Take it from Russell. He learned the hard way never to leave a stack out of a webinar again.
Know your ABCs for closing: Always Be Closing.
Embed trial closes throughout your webinar.
Get people to give little yeses from the very beginning. Ask them, “Does this make sense?” “Are you getting this?” Your audience should always be nodding their heads.
At the end of the webinar, Russell has a 30-minute countdown clock. Three-fourths of his sales come in during those 30 minutes.
There’s also the “if all” questions.
After going over and over the stack, say, “Obviously I’m not going to charge you (the full value of the stack; let’s say $8,000), but let me ask you a question: If all (my product or service) did was (choose one selling point), would it be worth $8,000?”
Ask that “if all” question in three different ways. Then tell them it’s only a fraction of that amount, like $797.
Since they’ve already latched on to the $8,000 value, people can talk themselves into the bargain price of one-tenth of that amount.
One more valuable tip Russell shares in his YouTube video is the idea of putting up a PayPal Credit slide.
That way those who want your product or service but don’t have the money may be able to buy.
PayPal Credit is only for US-based customers who can pass a credit check. If they pass the credit check, they’ll have no payments or interest for six months.
Most of Russell Brunson’s Perfect Webinar Secrets are readily available without putting yourself on Brunson’s email list, but he left out information on most of the closes. And that’s the most important part of the recipe.
If you spend $4.95 on PerfectWebinarSecrets.com, you’ll get information on all 16 of the closes.
A good webinar converts 7-8% of its audience. Russell’s webinars consistently convert 15%.
Russell Brunson’s closing percentage is so high because of the tiny tweaks he constantly makes.
You should have access to all of those tiny tweaks yourself so you can achieve similar success.
One of Russell Brunson’s sales secrets is leveraging "the power of free." He uses it in all aspects of his business, giving away books and membership trial to drive traffic and revenue.
Yes, revenue. The freebie is the bait that lures in customers. Once they’ve tasted the bait, they’re more likely to stick around for strategic “one-time offers” that happen after the freebie.
The first “one-time offer” after signing up for The Perfect Revenue free + shipping and handling deal is the PowerPoint slides and keynote file. Right now those are $47.
Next, for $297 you can opt for exhaustive training covering all of The Perfect Webinar secrets and tricks of the trade.
Once you’re on Russell Brunson’s email list, he offers a continuity program and all kinds of ways to separate you from your dollars.
He does provide great value, but be careful of being sucked into the perfect sales storm.
In a word, yes. There are lots of testimonials from happy users. Here’s one:
Creating a webinar is an excellent way to leverage your position by growing your email list, expanding your influence, and increasing revenue.
And once you’ve created the webinar, you can run it over and over as an evergreen webinar.

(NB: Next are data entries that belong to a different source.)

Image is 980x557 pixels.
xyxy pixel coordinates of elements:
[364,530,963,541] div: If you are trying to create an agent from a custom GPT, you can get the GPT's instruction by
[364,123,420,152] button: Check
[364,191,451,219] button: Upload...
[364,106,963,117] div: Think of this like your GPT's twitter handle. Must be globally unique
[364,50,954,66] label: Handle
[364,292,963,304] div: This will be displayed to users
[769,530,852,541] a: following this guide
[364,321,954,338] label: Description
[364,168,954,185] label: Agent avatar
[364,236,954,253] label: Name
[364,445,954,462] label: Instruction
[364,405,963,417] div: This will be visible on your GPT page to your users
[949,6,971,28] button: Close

Although you’ll get the most closes in the countdown of the webinar, there’s a fortune in the follow-up.
Drip marketing after your webinar will nudge some of your lookers off the fence and get them to buy.

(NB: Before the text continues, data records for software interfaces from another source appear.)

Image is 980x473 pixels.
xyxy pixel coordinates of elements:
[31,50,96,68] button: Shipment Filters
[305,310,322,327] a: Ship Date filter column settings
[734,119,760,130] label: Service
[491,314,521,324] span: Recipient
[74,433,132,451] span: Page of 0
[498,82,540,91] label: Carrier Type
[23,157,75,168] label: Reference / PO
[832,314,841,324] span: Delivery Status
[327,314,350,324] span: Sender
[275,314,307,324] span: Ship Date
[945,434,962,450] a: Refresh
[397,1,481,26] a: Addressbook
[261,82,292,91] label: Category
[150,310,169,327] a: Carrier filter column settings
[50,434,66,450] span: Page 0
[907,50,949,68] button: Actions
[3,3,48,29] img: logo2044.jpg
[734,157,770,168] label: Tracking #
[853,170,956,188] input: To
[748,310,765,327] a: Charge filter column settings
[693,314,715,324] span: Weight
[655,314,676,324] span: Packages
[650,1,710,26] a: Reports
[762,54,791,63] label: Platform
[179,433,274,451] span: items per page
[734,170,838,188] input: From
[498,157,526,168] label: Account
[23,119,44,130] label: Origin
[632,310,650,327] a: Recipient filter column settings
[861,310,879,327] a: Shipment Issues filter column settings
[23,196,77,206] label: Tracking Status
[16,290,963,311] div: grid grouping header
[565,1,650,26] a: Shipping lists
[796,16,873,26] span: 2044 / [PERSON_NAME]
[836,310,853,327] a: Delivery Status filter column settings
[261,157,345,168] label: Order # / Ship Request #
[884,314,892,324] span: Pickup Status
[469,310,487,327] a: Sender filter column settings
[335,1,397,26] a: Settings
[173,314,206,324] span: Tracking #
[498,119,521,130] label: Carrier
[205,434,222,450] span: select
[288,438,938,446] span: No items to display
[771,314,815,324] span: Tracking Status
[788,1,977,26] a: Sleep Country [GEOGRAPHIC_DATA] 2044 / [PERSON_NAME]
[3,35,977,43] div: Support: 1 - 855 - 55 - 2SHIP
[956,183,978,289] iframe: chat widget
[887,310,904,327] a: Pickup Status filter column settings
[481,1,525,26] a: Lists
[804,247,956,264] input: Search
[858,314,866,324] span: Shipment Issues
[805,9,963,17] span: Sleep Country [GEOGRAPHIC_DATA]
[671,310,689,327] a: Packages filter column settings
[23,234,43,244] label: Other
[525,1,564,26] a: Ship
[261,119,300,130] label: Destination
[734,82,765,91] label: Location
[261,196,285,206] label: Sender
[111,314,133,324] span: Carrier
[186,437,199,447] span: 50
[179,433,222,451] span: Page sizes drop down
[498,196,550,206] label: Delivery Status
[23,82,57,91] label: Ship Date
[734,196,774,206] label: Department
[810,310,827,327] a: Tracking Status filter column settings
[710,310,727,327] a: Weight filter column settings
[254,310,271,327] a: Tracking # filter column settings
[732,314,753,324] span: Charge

And once you sell them one thing, they’re more likely to come back for more.
Russell Brunson’s The Perfect Webinar program will help you craft your webinars. It works perfectly with plenty of the upgraded features that we have right here on Systeme.io!
Systeme.io is a user-friendly way to nurture your leads, increase your conversion rates, track your metrics, and sell more to existing customers.
With Systeme.io, you can build SEO-optimize capture pages to sell courses, coaching, membership, and physical goods.